Beauty is a 2011 South African film directed by Oliver Hermanus. It premiered in the Un Certain Regard section at the 2011 Cannes Film Festival. The film was selected as the South African entry for the Best Foreign Language Film at the 84th Academy Awards, but it did not make the final shortlist.

Beauty (dog)

Beauty (4 January 1939 – 17 October 1950), a wirehaired terrier, was a Second World War search and rescue dog considered to be the first rescue dog, who was awarded the Dickin Medal for bravery in 1945. She is among a number of Dickin Medal winners who are buried in Ilford Animal Cemetery.

Beauty (Ryuichi Sakamoto album)

Beauty is the eighth solo studio album by Japanese musician Ryuichi Sakamoto. Both a Japanese and an international version were released by Virgin Records in 1989 and 1990, respectively.
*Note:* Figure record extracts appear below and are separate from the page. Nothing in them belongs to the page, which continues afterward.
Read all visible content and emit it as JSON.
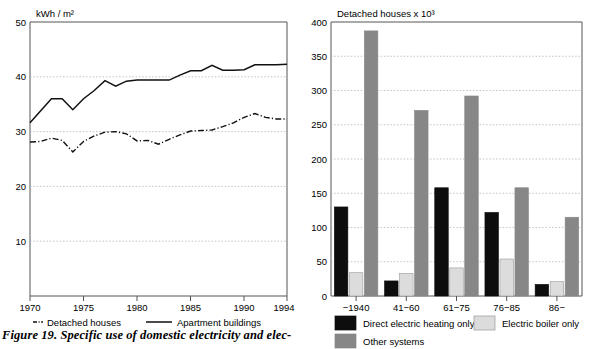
{
  "caption": {
    "text": "Figure 19.  Specific use of domestic electricity and elec-"
  },
  "chart_data": [
    {
      "id": "line-chart",
      "type": "line",
      "title": "",
      "ylabel": "kWh / m²",
      "xlabel": "",
      "ylim": [
        0,
        50
      ],
      "yticks": [
        10,
        20,
        30,
        40,
        50
      ],
      "xlim": [
        1970,
        1994
      ],
      "xticks": [
        1970,
        1975,
        1980,
        1985,
        1990,
        1994
      ],
      "xticklabels": [
        "1970",
        "1975",
        "1980",
        "1985",
        "1990",
        "1994"
      ],
      "grid": true,
      "legend_position": "below",
      "x": [
        1970,
        1971,
        1972,
        1973,
        1974,
        1975,
        1976,
        1977,
        1978,
        1979,
        1980,
        1981,
        1982,
        1983,
        1984,
        1985,
        1986,
        1987,
        1988,
        1989,
        1990,
        1991,
        1992,
        1993,
        1994
      ],
      "series": [
        {
          "name": "Detached houses",
          "style": "dash-dot",
          "color": "#111111",
          "values": [
            28.1,
            28.2,
            28.8,
            28.4,
            26.3,
            28.2,
            29.2,
            29.9,
            30.0,
            29.6,
            28.3,
            28.4,
            27.7,
            28.6,
            29.4,
            30.1,
            30.2,
            30.3,
            30.9,
            31.6,
            32.6,
            33.3,
            32.6,
            32.3,
            32.3
          ]
        },
        {
          "name": "Apartment buildings",
          "style": "solid",
          "color": "#111111",
          "values": [
            31.6,
            33.8,
            36.0,
            36.0,
            34.0,
            36.0,
            37.5,
            39.3,
            38.3,
            39.2,
            39.4,
            39.4,
            39.4,
            39.4,
            40.3,
            41.1,
            41.1,
            42.1,
            41.2,
            41.2,
            41.3,
            42.2,
            42.2,
            42.2,
            42.3
          ]
        }
      ]
    },
    {
      "id": "bar-chart",
      "type": "bar",
      "title": "Detached houses x 10³",
      "ylabel": "",
      "xlabel": "",
      "ylim": [
        0,
        400
      ],
      "yticks": [
        0,
        50,
        100,
        150,
        200,
        250,
        300,
        350,
        400
      ],
      "grid": true,
      "legend_position": "below",
      "categories": [
        "−1940",
        "41−60",
        "61−75",
        "76−85",
        "86−"
      ],
      "series": [
        {
          "name": "Direct electric heating only",
          "color": "#0d0d0d",
          "values": [
            130,
            22,
            158,
            122,
            17
          ]
        },
        {
          "name": "Electric boiler only",
          "color": "#dcdcdc",
          "values": [
            34,
            33,
            41,
            54,
            21
          ]
        },
        {
          "name": "Other systems",
          "color": "#878787",
          "values": [
            387,
            271,
            292,
            158,
            115
          ]
        }
      ]
    }
  ]
}
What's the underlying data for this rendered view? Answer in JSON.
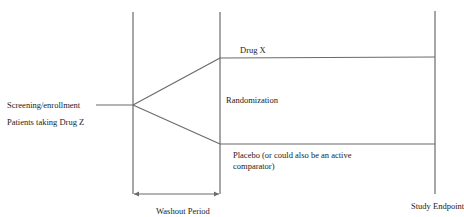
{
  "diagram": {
    "labels": {
      "screening": "Screening/enrollment",
      "patients": "Patients taking Drug Z",
      "drug_x": "Drug X",
      "randomization": "Randomization",
      "placebo_line1": "Placebo (or could also be an active",
      "placebo_line2": "comparator)",
      "washout": "Washout Period",
      "endpoint": "Study Endpoint"
    },
    "colors": {
      "line": "#6b6b6b",
      "text": "#222222"
    }
  }
}
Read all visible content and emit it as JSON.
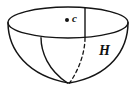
{
  "figure": {
    "type": "geometry-diagram",
    "background_color": "#ffffff",
    "stroke_color": "#141414",
    "labels": {
      "center_point": "c",
      "height": "H"
    },
    "icons": {
      "center_dot": "filled-dot-marker"
    },
    "geometry": {
      "rim_ellipse": {
        "center_x": 68,
        "center_y": 22.5,
        "radius_x": 60,
        "radius_y": 15.5
      },
      "bowl_bottom": {
        "x": 69,
        "y": 83
      },
      "height_line": {
        "x": 85,
        "y_top": 7,
        "y_bottom": 38
      },
      "center_dot": {
        "x": 67,
        "y": 20,
        "radius": 2
      }
    }
  }
}
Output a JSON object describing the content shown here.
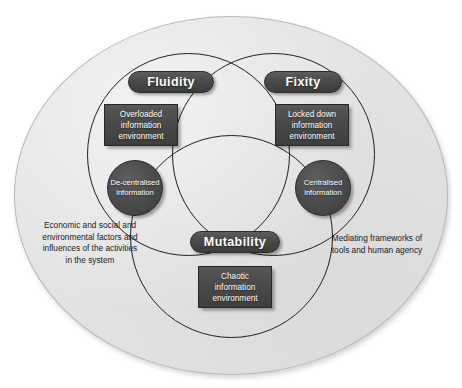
{
  "diagram": {
    "outer_region": {
      "name": "system-boundary-ellipse",
      "fill_color": "#e3e3e3",
      "border_color": "#b9b9b9"
    },
    "accent_color": "#484848",
    "label_text_color": "#ffffff",
    "circles": [
      {
        "id": "fluidity",
        "label": "Fluidity",
        "position": "top-left"
      },
      {
        "id": "fixity",
        "label": "Fixity",
        "position": "top-right"
      },
      {
        "id": "mutability",
        "label": "Mutability",
        "position": "bottom-center"
      }
    ],
    "nodes": {
      "overloaded": {
        "shape": "rectangle",
        "line1": "Overloaded",
        "line2": "information",
        "line3": "environment"
      },
      "locked_down": {
        "shape": "rectangle",
        "line1": "Locked down",
        "line2": "information",
        "line3": "environment"
      },
      "chaotic": {
        "shape": "rectangle",
        "line1": "Chaotic",
        "line2": "information",
        "line3": "environment"
      },
      "decentralised": {
        "shape": "circle",
        "line1": "De-centralised",
        "line2": "information"
      },
      "centralised": {
        "shape": "circle",
        "line1": "Centralised",
        "line2": "information"
      }
    },
    "annotations": {
      "left": {
        "line1": "Economic and social and",
        "line2": "environmental factors and",
        "line3": "influences of the activities",
        "line4": "in the system"
      },
      "right": {
        "line1": "Mediating frameworks of",
        "line2": "tools and human agency"
      }
    }
  }
}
The international release contains the track "You Do Me (Edit)" featuring singer Jill Jones, a song previously released as a single.

Beauty (TV movie)

Beauty is a 1998 CBS-TV-movie starring Janine Turner, Jamey Sheridan and Hal Holbrook based on Susan Wilson's 1997 novel.

Beauty (ancient thought)

Beauty for ancient thinkers existed both in form, which is the material world as it is, and as embodied in the spirit, which is the world of mental formations.

Usage examples of "beauty".

Thus attended, the hapless mourner entered the place, and, according to the laudable hospitality of England, which is the only country in Christendom where a stranger is not made welcome to the house of God, this amiable creature, emaciated and enfeebled as she was, must have stood in a common passage during the whole service, had not she been perceived by a humane gentlewoman, who, struck with her beauty and dignified air, and melted with sympathy at the ineffable sorrow which was visible in her countenance, opened the pew in which she sat, and accommodated Monimia and her attendant.
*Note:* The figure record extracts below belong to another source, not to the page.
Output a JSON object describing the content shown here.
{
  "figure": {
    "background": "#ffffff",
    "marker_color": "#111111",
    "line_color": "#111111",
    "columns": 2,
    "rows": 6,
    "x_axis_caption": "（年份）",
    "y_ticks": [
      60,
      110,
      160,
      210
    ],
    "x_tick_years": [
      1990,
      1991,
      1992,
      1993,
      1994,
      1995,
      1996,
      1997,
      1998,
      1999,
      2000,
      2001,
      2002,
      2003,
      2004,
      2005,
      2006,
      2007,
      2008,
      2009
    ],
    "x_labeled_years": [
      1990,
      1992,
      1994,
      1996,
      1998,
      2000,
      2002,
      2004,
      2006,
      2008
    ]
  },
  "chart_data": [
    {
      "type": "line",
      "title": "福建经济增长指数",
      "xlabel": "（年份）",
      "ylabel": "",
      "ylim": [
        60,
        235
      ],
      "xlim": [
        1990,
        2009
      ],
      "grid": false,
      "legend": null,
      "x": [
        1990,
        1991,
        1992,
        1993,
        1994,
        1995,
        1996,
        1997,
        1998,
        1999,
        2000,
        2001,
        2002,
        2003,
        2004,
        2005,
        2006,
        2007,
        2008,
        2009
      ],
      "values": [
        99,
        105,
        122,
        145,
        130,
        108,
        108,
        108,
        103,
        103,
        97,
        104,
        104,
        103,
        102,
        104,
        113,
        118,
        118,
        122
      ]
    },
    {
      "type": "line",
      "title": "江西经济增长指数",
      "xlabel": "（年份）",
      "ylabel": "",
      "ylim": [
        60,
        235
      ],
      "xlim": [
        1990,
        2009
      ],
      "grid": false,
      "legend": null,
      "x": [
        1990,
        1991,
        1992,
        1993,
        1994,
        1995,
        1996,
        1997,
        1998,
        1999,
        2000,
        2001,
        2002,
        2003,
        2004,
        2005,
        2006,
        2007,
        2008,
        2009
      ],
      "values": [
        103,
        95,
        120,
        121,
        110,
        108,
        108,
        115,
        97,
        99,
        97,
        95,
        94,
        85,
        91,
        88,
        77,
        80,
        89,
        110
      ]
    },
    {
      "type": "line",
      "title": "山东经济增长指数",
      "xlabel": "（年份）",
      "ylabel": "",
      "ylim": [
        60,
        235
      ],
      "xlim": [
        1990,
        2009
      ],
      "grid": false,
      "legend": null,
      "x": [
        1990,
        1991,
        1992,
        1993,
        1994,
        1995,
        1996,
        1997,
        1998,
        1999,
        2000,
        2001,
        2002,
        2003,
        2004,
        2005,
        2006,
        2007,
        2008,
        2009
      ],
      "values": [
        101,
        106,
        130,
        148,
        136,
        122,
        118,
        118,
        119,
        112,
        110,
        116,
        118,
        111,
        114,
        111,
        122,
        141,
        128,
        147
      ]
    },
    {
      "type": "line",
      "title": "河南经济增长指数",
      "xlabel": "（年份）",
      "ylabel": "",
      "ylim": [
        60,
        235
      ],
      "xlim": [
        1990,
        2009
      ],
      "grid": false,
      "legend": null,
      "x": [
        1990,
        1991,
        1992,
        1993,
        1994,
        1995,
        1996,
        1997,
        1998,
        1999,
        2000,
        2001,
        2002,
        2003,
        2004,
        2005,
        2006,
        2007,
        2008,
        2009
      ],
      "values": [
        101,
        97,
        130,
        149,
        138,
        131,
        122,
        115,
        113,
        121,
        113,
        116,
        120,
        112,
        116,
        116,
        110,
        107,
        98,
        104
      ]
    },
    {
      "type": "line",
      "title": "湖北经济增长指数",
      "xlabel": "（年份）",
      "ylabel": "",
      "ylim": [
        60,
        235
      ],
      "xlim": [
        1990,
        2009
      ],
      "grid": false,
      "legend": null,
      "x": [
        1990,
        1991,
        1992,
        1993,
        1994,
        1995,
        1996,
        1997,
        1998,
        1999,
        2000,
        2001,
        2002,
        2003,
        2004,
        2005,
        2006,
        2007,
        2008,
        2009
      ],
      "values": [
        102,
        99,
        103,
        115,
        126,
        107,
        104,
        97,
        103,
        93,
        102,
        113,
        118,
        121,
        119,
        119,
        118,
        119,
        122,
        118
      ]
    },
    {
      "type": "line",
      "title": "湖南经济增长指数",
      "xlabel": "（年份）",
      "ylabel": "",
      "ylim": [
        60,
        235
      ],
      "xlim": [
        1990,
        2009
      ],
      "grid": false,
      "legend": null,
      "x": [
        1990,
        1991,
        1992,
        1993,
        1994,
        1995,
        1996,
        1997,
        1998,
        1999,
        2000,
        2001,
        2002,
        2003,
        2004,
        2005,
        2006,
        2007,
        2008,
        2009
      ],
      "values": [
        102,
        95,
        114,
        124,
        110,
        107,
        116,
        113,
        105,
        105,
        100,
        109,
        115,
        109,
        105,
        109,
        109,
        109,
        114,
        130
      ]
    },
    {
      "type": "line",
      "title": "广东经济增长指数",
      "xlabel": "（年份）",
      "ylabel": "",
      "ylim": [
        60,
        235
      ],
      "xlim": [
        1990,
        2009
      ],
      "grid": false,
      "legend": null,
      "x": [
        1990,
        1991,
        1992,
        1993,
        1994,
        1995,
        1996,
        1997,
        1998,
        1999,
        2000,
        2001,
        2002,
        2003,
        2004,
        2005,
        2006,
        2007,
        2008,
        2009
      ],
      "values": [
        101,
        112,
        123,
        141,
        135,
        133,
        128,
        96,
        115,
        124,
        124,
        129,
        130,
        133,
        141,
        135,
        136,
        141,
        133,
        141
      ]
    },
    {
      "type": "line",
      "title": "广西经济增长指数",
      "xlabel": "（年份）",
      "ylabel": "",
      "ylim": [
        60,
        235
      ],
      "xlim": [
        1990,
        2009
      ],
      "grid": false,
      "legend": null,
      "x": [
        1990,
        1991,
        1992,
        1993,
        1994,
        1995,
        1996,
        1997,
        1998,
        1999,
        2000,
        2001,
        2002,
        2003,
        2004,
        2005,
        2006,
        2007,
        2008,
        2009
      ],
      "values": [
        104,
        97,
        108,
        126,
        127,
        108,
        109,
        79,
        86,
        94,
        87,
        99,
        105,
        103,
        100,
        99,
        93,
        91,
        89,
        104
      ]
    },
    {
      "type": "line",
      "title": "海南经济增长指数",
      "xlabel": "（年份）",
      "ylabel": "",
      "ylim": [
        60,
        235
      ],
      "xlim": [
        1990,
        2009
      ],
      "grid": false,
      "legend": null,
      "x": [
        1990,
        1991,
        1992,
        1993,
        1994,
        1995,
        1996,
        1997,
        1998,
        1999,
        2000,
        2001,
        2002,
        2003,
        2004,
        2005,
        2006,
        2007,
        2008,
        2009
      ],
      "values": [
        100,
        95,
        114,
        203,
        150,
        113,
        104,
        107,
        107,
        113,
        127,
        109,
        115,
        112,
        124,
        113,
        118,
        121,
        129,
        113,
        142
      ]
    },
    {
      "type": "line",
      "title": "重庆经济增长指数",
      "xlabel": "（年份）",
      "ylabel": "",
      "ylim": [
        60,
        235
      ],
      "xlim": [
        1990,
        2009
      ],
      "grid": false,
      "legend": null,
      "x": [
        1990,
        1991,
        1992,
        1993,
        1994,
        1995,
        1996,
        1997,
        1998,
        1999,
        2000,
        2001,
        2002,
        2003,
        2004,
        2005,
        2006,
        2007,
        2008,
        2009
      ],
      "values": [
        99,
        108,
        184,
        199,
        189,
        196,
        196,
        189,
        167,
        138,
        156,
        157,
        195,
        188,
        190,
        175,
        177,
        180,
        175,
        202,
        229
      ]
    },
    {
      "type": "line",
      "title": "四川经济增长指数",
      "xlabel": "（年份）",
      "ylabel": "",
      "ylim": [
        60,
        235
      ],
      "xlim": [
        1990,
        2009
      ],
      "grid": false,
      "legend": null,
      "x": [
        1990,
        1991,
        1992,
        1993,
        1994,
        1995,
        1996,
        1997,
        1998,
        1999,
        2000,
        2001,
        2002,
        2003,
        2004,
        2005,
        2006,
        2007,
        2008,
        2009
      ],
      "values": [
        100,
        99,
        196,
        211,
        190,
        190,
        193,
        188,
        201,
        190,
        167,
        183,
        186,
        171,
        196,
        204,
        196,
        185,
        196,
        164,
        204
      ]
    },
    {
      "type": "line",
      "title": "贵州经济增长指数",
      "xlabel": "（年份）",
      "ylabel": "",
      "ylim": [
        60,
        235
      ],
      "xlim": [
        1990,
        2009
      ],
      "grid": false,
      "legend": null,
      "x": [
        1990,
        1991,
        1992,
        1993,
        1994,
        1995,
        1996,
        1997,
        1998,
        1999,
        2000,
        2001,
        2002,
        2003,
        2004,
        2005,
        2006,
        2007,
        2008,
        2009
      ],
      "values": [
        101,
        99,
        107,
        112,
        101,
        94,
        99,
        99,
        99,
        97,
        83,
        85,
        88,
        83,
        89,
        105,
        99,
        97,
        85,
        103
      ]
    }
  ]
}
His brother, Thrasimund, was the greatest and most accomplished of the Vandal kings, whom he excelled in beauty, prudence, and magnanimity of soul.
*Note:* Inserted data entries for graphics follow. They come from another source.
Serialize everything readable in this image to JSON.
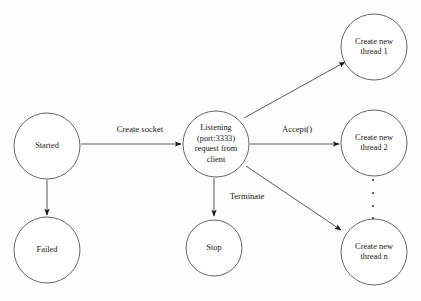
{
  "diagram": {
    "type": "state-diagram",
    "canvas": {
      "width": 421,
      "height": 301
    },
    "colors": {
      "background": "#fdfdfd",
      "node_stroke": "#55555a",
      "node_fill": "#ffffff",
      "edge_stroke": "#5a5a60",
      "arrow_fill": "#1a1a1a",
      "text": "#17171a"
    },
    "nodes": [
      {
        "id": "started",
        "shape": "circle",
        "cx": 47,
        "cy": 146,
        "r": 33,
        "lines": [
          "Started"
        ]
      },
      {
        "id": "failed",
        "shape": "circle",
        "cx": 47,
        "cy": 250,
        "r": 33,
        "lines": [
          "Failed"
        ]
      },
      {
        "id": "listening",
        "shape": "circle",
        "cx": 216,
        "cy": 144,
        "r": 33,
        "lines": [
          "Listening",
          "(port:3333)",
          "request from",
          "client"
        ]
      },
      {
        "id": "stop",
        "shape": "circle",
        "cx": 214,
        "cy": 248,
        "r": 28,
        "lines": [
          "Stop"
        ]
      },
      {
        "id": "thread1",
        "shape": "circle",
        "cx": 374,
        "cy": 47,
        "r": 33,
        "lines": [
          "Create new",
          "thread 1"
        ]
      },
      {
        "id": "thread2",
        "shape": "circle",
        "cx": 374,
        "cy": 143,
        "r": 33,
        "lines": [
          "Create new",
          "thread 2"
        ]
      },
      {
        "id": "threadn",
        "shape": "circle",
        "cx": 374,
        "cy": 252,
        "r": 33,
        "lines": [
          "Create new",
          "thread n"
        ]
      }
    ],
    "edges": [
      {
        "id": "started-to-listening",
        "from": "started",
        "to": "listening",
        "label": "Create socket",
        "label_x": 140,
        "label_y": 130,
        "x1": 81,
        "y1": 144,
        "x2": 181,
        "y2": 144
      },
      {
        "id": "started-to-failed",
        "from": "started",
        "to": "failed",
        "label": "",
        "x1": 47,
        "y1": 180,
        "x2": 47,
        "y2": 215
      },
      {
        "id": "listening-to-thread2",
        "from": "listening",
        "to": "thread2",
        "label": "Accept()",
        "label_x": 297,
        "label_y": 130,
        "x1": 250,
        "y1": 144,
        "x2": 339,
        "y2": 144
      },
      {
        "id": "listening-to-thread1",
        "from": "listening",
        "to": "thread1",
        "label": "",
        "x1": 244,
        "y1": 118,
        "x2": 345,
        "y2": 62
      },
      {
        "id": "listening-to-threadn",
        "from": "listening",
        "to": "threadn",
        "label": "",
        "x1": 246,
        "y1": 166,
        "x2": 341,
        "y2": 230
      },
      {
        "id": "listening-to-stop",
        "from": "listening",
        "to": "stop",
        "label": "Terminate",
        "label_x": 247,
        "label_y": 197,
        "x1": 214,
        "y1": 178,
        "x2": 214,
        "y2": 216
      }
    ],
    "ellipsis": {
      "id": "thread-series-ellipsis",
      "x": 373,
      "dots": [
        180,
        193,
        206,
        218
      ],
      "radius": 1.1
    }
  }
}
Evensong An Epitaph on a Goldfish Beauty Accurst To a Dead Friend Sunset in the City The City in Moonlight V.

Halder addressed at once to Camilla, such unceremonious praise of her beauty, that, affrighted and offended, she hastily seized the arm of Mrs.

It was Monsignor Marbot who went in procession to the battlefield of the Marne with crucifix and banner and white-robed acolytes, and in an allocution of singular beauty consecrated those stricken fields with the last rites of the Church.

Theodora von Schenck and found her an utterly different kind of woman: handsome in her own way, but entirely lacking the aristocratic beauty of Ambrosine or the ethereal delicacy of Eloise.

Indeed, beauty was hardly limited to her class, since antenatal gene repair and intelligent nutrition produced handsome folk in every walk of life.

And so the days came and went, and the girl Antonomasia reached the age of fourteen, with a beauty so perfect that nature could do nothing to improve it.

Beauty, courtesy, and knowledge, and whatsoever appertaining to goodness a lady can have, has Death, who has destroyed all good in the person of my lady the empress, snatched from us and cheated us of.

Beauty is a secondary: the more primal appetition, not patent to sense, our movement towards our good, gives witness that The Good is the earlier, the prior.

The difficulty therefore which he apprehended there might be in corrupting this young wench, and the danger which would accrue to his character on the discovery, were such strong dissuasives, that it is probable he at first intended to have contented himself with the pleasing ideas which the sight of beauty furnishes us with.

My eyes followed the delicacy of the arching ribs, the heartbreaking beauty of the sculptured skull with a sense of awed astonishment.

They appeal to us not religiously, not historically, not intellectually, but sensuously and artistically through their rhythmic lines, their palpitating flesh, their beauty of color, and in the light and atmosphere that surround them.

The statue was female, exquisite in the beauty of its subject and the artistry of its crafter.

The young Rashemi paused to listen, entranced by the artless beauty of the song.